Widely admired for his support of multiculturalism and anti-discrimination, in March 1976 Pilot represented Torres Strait Islanders at a conference on community relations in Brisbane. He was a delegate to the World Council of Churches consultation on the churches’ response to racism, held in the Netherlands in 1980. Survived by his wife and their four daughters and two sons, he died of cancer on 28 February 1981 at Townsville and was buried in Belgian Gardens cemetery. He was praised for ‘the new dimension he brought to church life’. The Canon Boggo Pilot Hostel, Thursday Island, opened in 2000 and honours his conviction that ‘in our struggle against racism and other forms of discrimination and injustice, education is the key’. Ray Crooke’s portrait of Pilot, ‘Island Priest’ (1958), is held by the Art Gallery of South Australia.

Select Bibliography

  • A.B.M. Review, 1 July 1953, p 106
  • Year Book of the Diocese of North Queensland, 1981
  • Townsville Daily Bulletin, 4 Mar 1981, p 4, 9 Mar 1981, p 10
  • B884, item Q85206 (National Archives of Australia)
  • Anglican Diocese of North Queensland archives, Townsville
  • Anglican Diocese of Carpentaria archives, Brisbane
  • B884, item Q85206 (National Archives of Australia)
  • private information.

Citation details

Anna Shnukal, 'Pilot, Boggo (1921–1981)', Australian Dictionary of Biography, National Centre of Biography, Australian National University, https://adb.anu.edu.au/biography/pilot-boggo-15464/text26680, published first in hardcopy 2012, accessed online 27 July 2024.
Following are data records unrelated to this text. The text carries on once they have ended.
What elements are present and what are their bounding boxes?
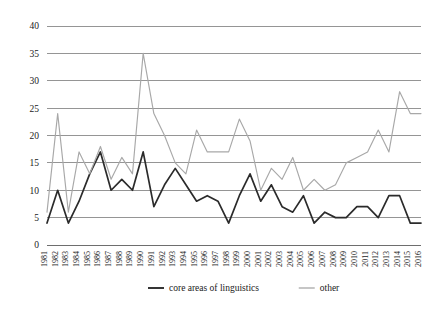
x-axis-label-1986: 1986 (93, 251, 102, 267)
y-axis-label-20: 20 (30, 131, 40, 141)
y-axis-label-35: 35 (30, 49, 40, 59)
x-axis-label-1995: 1995 (190, 251, 199, 267)
x-axis-label-1991: 1991 (147, 251, 156, 267)
x-axis-label-1990: 1990 (136, 251, 145, 267)
x-axis-label-1998: 1998 (222, 251, 231, 267)
x-axis-label-2000: 2000 (243, 251, 252, 267)
line-chart: 0510152025303540 19811982198319841985198… (0, 0, 441, 312)
x-axis-label-2010: 2010 (350, 251, 359, 267)
x-axis-label-2003: 2003 (275, 251, 284, 267)
x-axis-label-1984: 1984 (72, 251, 81, 267)
x-axis-label-1982: 1982 (51, 251, 60, 267)
x-axis-label-2005: 2005 (296, 251, 305, 267)
x-axis-label-2016: 2016 (414, 251, 423, 267)
x-axis-label-2015: 2015 (403, 251, 412, 267)
x-axis-label-1983: 1983 (61, 251, 70, 267)
y-axis-label-15: 15 (30, 158, 40, 168)
y-axis-label-0: 0 (34, 240, 39, 250)
x-axis-label-2002: 2002 (264, 251, 273, 267)
x-axis-label-1981: 1981 (40, 251, 49, 267)
x-axis-label-2009: 2009 (339, 251, 348, 267)
legend-label-core-areas-of-linguistics: core areas of linguistics (169, 283, 259, 293)
x-axis-label-1985: 1985 (83, 251, 92, 267)
series-group (47, 53, 421, 223)
y-axis-label-30: 30 (30, 76, 40, 86)
x-axis-label-1994: 1994 (179, 251, 188, 267)
x-axis-label-2011: 2011 (361, 251, 370, 267)
x-axis-label-1997: 1997 (211, 251, 220, 267)
x-axis-label-2004: 2004 (286, 251, 295, 267)
x-axis-label-2013: 2013 (382, 251, 391, 267)
x-axis-label-1996: 1996 (200, 251, 209, 267)
x-axis-label-2014: 2014 (393, 251, 402, 267)
chart-figure: 0510152025303540 19811982198319841985198… (0, 0, 441, 312)
x-axis-tick-labels: 1981198219831984198519861987198819891990… (40, 251, 423, 267)
y-axis-tick-labels: 0510152025303540 (30, 21, 40, 250)
x-axis-label-1989: 1989 (125, 251, 134, 267)
series-line-other (47, 53, 421, 212)
x-axis-label-2008: 2008 (329, 251, 338, 267)
x-axis-label-1992: 1992 (158, 251, 167, 267)
x-axis-label-1993: 1993 (168, 251, 177, 267)
x-axis-label-2001: 2001 (254, 251, 263, 267)
x-axis-label-1987: 1987 (104, 251, 113, 267)
x-axis-label-2012: 2012 (371, 251, 380, 267)
x-axis-label-2006: 2006 (307, 251, 316, 267)
y-axis-label-10: 10 (30, 186, 40, 196)
x-axis-label-1999: 1999 (232, 251, 241, 267)
chart-legend: core areas of linguisticsother (148, 283, 340, 293)
x-axis-label-1988: 1988 (115, 251, 124, 267)
x-axis-label-2007: 2007 (318, 251, 327, 267)
y-axis-label-5: 5 (34, 213, 39, 223)
legend-label-other: other (320, 283, 340, 293)
y-axis-label-25: 25 (30, 104, 40, 114)
y-axis-label-40: 40 (30, 21, 40, 31)
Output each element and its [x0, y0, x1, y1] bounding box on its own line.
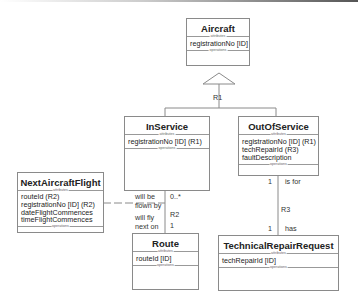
- r2-bottom-multiplicity: 1: [170, 222, 174, 231]
- class-route[interactable]: Route attributes routeId [ID] operations: [132, 233, 199, 290]
- r3-label: R3: [281, 206, 290, 215]
- attributes-divider: attributes: [18, 190, 103, 191]
- class-inservice[interactable]: InService attributes registrationNo [ID]…: [124, 116, 210, 191]
- attribute-list: registrationNo [ID] (R1) techRepairId (R…: [239, 135, 318, 164]
- class-technicalrepairrequest[interactable]: TechnicalRepairRequest attributes techRe…: [218, 235, 339, 291]
- r3-top-phrase: is for: [285, 178, 301, 187]
- attribute: techRepairId [ID]: [222, 257, 336, 265]
- attributes-divider: attributes: [219, 253, 338, 254]
- attribute: faultDescription: [242, 154, 316, 162]
- r3-bottom-multiplicity: 1: [268, 225, 272, 234]
- attributes-divider: attributes: [125, 134, 209, 135]
- attributes-divider: attributes: [187, 36, 249, 37]
- r2-top-multiplicity: 0..*: [170, 193, 181, 202]
- class-aircraft[interactable]: Aircraft attributes registrationNo [ID] …: [186, 18, 250, 66]
- attribute: registrationNo [ID] (R1): [128, 138, 207, 146]
- r1-label: R1: [213, 94, 222, 103]
- class-nextaircraftflight[interactable]: NextAircraftFlight attributes routeId (R…: [17, 172, 104, 233]
- operations-divider: operations: [187, 50, 249, 51]
- attributes-divider: attributes: [133, 251, 198, 252]
- operations-divider: operations: [133, 265, 198, 266]
- operations-divider: operations: [125, 148, 209, 149]
- r3-bottom-phrase: has: [285, 225, 297, 234]
- attribute: registrationNo [ID]: [190, 40, 247, 48]
- r2-bottom-phrase: will fly next on: [135, 214, 159, 231]
- operations-divider: operations: [18, 226, 103, 227]
- attribute: timeFlightCommences: [21, 216, 101, 224]
- attributes-divider: attributes: [239, 134, 318, 135]
- operations-divider: operations: [219, 267, 338, 268]
- r3-top-multiplicity: 1: [268, 178, 272, 187]
- r2-top-phrase: will be flown by: [135, 193, 161, 210]
- attribute-list: routeId (R2) registrationNo [ID] (R2) da…: [18, 191, 103, 226]
- operations-divider: operations: [239, 164, 318, 165]
- class-outofservice[interactable]: OutOfService attributes registrationNo […: [238, 116, 319, 176]
- r2-label: R2: [170, 211, 179, 220]
- attribute: routeId [ID]: [136, 255, 196, 263]
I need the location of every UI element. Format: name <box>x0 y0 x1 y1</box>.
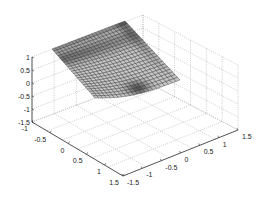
y-tick-label: 0 <box>60 147 64 154</box>
z-tick-label: 0 <box>26 80 30 87</box>
z-tick-label: 1 <box>26 54 30 61</box>
y-tick-label: 1.5 <box>109 179 119 186</box>
surface-mesh <box>52 21 180 98</box>
z-tick-label: -1 <box>24 106 30 113</box>
x-tick-label: 0 <box>185 156 189 163</box>
y-tick-label: 1 <box>97 168 101 175</box>
y-tick-label: -0.5 <box>34 136 46 143</box>
z-tick-label: -0.5 <box>18 93 30 100</box>
surface-plot-figure: 10.50-0.5-1-1.5-1-0.500.511.5-1.5-1-0.50… <box>0 0 263 197</box>
z-tick-label: 0.5 <box>20 67 30 74</box>
y-tick-label: 0.5 <box>73 157 83 164</box>
x-tick-label: -1.5 <box>127 179 139 186</box>
x-tick-label: 1 <box>223 141 227 148</box>
plot-canvas: 10.50-0.5-1-1.5-1-0.500.511.5-1.5-1-0.50… <box>0 0 263 197</box>
x-tick-label: -1 <box>146 171 152 178</box>
x-tick-label: 1.5 <box>242 133 252 140</box>
y-tick-label: -1 <box>22 125 28 132</box>
x-tick-label: -0.5 <box>165 164 177 171</box>
x-tick-label: 0.5 <box>204 148 214 155</box>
This article was published in hardcopy in Australian Dictionary of Biography, Volume 18, (Melbourne University Press), 2012

View the front pages for Volume 18

© Copyright Australian Dictionary of Biography, 2006-2024

Life Summary [details]

Birth

30 January, 1921
Darnley Island, Queensland, Australia

Death

28 February, 1981 (aged 60)
Townsville, Queensland, Australia

Cultural Heritage

Includes subject's nationality; their parents' nationality; the countries in which they spent a significant part of their childhood, and their self-identity.

Religious Influence

Includes the religion in which subjects were raised, have chosen themselves, attendance at religious schools and/or religious funeral rites; Atheism and Agnosticism have been included.